Eisner is likewise silent on the infamous attack by Philip Morris on the ABC news show Day One, which had broadcast an accurate report on the tobacco company’s routine manipulations of the nicotine level in their cigarettes. Although the newsfolk were on solid ground, the network’s news division was abruptly forced to issue a retraction–which Philip Morris played up shamelessly in big ads everywhere (“APOLOGY ACCEPTED”). According to Frontline and other sources, that hasty and coercive settlement had everything to do with the impending merger between Disney and Cap Cities: Disney didn’t want the nuisance of a lingering lawsuit, nor did they want to alienate a major advertiser (Philip Morris owning Kraft Foods). Whatever the facts of the matter, it was a big deal at the time, but Eisner never mentions it.

Such tight discretion vis-a-vis the past is not too promising in someone who proposes to teach all of us the whole exciting “story” of American history–as Eisner wanted desperately to do with “Disney’s America,” until his plans were foiled by (as he tells it) some rich country-dwellers and a bunch of sour professors. Eisner skates past other tricky regions of the distant past (the CIA’s direct connection to Cap Cities, for example), but since it’s getting late I’ll move on, very briefly, to some controversies that are simpler and more recent.

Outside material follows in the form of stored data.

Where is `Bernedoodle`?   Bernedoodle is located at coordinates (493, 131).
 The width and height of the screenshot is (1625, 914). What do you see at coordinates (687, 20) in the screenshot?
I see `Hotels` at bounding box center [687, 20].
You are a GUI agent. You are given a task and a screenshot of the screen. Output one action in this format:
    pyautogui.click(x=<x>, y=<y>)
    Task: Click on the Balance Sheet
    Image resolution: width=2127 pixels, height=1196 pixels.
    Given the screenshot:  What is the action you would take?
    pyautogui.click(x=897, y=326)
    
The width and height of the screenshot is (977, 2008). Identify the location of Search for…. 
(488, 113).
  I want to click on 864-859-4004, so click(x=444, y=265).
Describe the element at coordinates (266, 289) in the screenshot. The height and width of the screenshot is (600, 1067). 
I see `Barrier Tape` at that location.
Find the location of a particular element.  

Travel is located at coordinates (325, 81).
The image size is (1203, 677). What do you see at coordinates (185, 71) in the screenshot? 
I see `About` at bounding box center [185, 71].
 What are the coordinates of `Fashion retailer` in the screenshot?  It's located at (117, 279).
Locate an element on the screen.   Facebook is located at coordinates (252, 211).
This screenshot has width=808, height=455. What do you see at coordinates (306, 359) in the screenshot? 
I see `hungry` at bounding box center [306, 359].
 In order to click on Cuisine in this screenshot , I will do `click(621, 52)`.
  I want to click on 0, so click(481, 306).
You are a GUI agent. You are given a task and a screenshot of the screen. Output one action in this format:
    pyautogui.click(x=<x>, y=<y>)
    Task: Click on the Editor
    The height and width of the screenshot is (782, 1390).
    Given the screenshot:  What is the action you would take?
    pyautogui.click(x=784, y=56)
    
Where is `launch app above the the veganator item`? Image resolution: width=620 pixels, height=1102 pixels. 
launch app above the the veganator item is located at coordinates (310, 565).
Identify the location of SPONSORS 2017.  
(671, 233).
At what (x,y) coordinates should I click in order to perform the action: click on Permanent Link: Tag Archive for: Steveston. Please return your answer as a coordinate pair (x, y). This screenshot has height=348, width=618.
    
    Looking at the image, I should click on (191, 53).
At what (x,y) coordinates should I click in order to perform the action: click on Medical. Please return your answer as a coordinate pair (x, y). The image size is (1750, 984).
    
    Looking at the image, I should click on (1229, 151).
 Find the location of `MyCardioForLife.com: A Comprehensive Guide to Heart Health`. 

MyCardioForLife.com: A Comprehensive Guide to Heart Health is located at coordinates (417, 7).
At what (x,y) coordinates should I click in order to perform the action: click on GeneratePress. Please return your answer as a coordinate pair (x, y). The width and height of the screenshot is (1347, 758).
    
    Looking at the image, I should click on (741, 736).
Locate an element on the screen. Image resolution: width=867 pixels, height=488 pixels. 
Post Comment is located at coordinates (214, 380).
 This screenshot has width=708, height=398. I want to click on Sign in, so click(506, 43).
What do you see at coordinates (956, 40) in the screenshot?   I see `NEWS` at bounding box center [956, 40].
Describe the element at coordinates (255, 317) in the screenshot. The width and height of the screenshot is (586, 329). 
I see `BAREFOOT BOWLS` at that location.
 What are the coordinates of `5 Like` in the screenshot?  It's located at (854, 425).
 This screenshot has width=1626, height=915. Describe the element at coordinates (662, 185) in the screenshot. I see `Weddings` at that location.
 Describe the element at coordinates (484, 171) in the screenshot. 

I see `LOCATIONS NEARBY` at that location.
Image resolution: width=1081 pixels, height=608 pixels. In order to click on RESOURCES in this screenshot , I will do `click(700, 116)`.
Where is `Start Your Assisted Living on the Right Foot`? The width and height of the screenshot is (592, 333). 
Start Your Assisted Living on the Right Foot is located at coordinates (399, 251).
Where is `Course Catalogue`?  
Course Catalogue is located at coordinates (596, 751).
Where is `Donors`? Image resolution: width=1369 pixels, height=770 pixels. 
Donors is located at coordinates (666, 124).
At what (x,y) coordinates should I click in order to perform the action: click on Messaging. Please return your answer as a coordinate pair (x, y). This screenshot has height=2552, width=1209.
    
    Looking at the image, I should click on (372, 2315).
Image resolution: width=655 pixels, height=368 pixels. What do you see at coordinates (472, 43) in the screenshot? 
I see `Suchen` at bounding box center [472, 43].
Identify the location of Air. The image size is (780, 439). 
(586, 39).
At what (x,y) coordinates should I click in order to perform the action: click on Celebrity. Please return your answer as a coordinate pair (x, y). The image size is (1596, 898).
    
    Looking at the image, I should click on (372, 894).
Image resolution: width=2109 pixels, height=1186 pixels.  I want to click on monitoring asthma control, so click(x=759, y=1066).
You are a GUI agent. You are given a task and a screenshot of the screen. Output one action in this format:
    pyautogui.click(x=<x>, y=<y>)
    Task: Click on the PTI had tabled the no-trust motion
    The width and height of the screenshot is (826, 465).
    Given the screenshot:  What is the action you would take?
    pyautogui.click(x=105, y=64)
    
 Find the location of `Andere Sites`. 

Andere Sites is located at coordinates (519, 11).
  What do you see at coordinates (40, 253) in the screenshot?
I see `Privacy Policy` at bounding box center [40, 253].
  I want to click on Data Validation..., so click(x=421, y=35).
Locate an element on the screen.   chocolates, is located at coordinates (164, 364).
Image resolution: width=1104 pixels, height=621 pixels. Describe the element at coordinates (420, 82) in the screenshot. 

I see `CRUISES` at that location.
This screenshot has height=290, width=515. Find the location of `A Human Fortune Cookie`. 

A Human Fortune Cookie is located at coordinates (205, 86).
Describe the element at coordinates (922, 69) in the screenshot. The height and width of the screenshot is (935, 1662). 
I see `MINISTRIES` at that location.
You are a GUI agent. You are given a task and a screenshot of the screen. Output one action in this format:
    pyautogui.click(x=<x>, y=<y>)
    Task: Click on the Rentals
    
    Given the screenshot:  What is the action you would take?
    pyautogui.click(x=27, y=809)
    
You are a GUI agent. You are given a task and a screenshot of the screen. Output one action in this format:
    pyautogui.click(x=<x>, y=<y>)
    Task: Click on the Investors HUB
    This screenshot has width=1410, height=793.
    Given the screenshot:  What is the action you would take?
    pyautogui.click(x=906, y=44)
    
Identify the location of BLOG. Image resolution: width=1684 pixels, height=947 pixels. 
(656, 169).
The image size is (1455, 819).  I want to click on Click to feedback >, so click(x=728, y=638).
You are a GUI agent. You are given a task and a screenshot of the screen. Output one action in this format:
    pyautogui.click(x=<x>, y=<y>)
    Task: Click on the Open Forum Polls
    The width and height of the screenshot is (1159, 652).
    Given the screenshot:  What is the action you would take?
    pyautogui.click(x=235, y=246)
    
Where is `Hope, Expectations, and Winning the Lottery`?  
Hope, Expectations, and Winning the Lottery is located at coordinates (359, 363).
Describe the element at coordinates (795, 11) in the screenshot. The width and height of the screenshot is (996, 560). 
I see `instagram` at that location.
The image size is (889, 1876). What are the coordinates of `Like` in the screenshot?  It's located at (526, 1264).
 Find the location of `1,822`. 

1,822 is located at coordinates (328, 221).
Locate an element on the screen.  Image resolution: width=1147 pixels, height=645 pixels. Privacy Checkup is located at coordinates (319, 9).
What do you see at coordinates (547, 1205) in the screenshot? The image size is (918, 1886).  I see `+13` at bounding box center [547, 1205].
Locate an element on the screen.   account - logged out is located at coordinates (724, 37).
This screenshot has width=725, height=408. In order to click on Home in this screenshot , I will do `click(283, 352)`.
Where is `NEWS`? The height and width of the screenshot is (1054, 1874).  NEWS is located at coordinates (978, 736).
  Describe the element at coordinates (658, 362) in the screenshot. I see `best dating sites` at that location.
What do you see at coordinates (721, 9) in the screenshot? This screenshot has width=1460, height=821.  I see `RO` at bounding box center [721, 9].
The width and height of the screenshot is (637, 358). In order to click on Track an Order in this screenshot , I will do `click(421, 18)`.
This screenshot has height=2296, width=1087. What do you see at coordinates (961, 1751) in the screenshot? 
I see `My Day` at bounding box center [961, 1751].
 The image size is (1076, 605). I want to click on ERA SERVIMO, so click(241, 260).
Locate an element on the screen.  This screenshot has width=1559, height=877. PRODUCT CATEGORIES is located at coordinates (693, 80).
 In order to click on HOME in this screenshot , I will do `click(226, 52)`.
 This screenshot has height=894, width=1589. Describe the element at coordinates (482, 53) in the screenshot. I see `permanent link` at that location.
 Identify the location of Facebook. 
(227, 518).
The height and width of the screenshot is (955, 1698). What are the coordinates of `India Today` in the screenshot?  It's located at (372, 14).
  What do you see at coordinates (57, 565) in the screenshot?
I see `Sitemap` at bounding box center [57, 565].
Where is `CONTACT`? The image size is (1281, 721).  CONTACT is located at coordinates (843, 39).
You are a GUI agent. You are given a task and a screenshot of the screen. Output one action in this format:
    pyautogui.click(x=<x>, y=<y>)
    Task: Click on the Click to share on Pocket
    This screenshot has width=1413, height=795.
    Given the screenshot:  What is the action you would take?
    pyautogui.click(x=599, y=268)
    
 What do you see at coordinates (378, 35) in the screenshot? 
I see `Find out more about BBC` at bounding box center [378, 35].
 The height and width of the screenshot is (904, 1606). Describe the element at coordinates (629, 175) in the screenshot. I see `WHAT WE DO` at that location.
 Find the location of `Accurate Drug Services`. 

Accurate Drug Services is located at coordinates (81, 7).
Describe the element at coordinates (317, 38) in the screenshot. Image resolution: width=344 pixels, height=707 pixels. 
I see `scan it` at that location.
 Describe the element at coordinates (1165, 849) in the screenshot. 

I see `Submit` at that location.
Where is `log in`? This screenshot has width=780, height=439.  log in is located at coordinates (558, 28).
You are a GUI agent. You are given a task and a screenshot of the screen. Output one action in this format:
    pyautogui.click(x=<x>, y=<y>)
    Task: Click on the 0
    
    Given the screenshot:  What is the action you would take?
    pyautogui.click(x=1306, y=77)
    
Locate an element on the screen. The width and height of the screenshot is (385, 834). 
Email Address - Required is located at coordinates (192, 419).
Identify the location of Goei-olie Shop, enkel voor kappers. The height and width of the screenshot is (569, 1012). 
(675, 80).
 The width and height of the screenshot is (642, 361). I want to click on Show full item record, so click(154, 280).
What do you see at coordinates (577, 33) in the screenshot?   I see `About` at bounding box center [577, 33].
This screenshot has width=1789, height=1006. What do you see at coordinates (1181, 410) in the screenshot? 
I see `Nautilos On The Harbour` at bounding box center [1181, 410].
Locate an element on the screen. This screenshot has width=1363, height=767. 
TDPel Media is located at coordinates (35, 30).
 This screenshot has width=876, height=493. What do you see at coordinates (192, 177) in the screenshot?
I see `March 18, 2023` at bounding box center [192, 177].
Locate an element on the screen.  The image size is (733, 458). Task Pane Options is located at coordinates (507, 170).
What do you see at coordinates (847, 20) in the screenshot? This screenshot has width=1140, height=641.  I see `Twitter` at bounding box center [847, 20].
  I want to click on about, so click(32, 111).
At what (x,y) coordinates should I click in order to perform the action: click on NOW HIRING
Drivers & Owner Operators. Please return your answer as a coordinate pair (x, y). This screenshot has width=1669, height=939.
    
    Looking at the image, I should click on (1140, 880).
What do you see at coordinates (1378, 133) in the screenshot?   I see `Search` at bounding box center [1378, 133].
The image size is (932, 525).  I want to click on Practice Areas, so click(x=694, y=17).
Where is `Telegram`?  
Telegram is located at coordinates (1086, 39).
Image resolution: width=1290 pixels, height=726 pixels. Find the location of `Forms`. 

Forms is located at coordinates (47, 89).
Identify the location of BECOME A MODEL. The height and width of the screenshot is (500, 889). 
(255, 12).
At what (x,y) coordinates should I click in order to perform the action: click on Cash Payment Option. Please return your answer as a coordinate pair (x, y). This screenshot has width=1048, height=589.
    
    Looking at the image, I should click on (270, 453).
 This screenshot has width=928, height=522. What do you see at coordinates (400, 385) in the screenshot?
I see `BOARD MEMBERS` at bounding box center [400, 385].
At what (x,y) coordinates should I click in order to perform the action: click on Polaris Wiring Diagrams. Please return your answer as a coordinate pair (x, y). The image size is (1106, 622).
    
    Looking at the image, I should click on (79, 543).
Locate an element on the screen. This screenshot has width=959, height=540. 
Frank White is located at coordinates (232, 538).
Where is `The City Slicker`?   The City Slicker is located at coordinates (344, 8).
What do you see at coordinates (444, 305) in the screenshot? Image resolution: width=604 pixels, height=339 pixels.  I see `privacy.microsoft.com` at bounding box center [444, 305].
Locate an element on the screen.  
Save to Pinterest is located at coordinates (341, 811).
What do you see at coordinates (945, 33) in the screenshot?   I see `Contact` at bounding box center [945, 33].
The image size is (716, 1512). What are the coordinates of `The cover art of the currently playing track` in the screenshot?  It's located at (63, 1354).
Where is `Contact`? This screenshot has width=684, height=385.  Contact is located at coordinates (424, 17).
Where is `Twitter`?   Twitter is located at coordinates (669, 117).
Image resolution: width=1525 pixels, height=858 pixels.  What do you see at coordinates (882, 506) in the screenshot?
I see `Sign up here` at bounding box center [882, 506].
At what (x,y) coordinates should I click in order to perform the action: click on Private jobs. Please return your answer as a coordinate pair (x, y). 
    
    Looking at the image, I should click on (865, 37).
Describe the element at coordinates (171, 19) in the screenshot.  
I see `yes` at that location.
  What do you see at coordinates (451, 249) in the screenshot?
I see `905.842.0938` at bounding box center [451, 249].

Eisner says nothing about any of the flaps that have so irked his rightist critics: the one over Priest (a lousy film about a nice gay cleric), or the huge hoo-hah over ABC’s Ellen . Eisner is likewise silent on the subject of Kundun, Scorsese’s cine-hagiography of the Dalai Lama–even though (or rather, because) the film was most offensive to the Chinese government. In all these cases, Eisner could have boasted idealistically about the Disney record of defending artists’ First Amendment rights, etc., in the face of threatening noises from the U.S. right and Chinese leadership, et al.–except that Eisner, as the captain of a mammoth public company, is less concerned with celebrating constitutional ideals than he is with keeping everybody happy; and so he is in fact–like all his cohorts at the top–extremely timid, for all his boasts about “creative risk.”

And there have been instances of censorship that Eisner couldn’t boast about, since Disney was itself the censor, or suppressor: The progressive Texan Jim Hightower, who had been doing a witty and quite popular talk radio show on ABC, was let go shortly after Disney bought Cap Cities. Eisner doesn’t mention this fact either–although he does say just a little bit about the sort of radio he likes: “How could anyone not like a station that plays Celine Dion, Bart Simpson, and music from Mulan, all in one cycle?” (So much for “creative risk.”)

Well, those are some examples of significant omission–and I haven’t even gotten dressed yet! So let’s continue–and I’d like, if possible, for us to talk a little more about the insularity, as you put it, of Eisner’s world.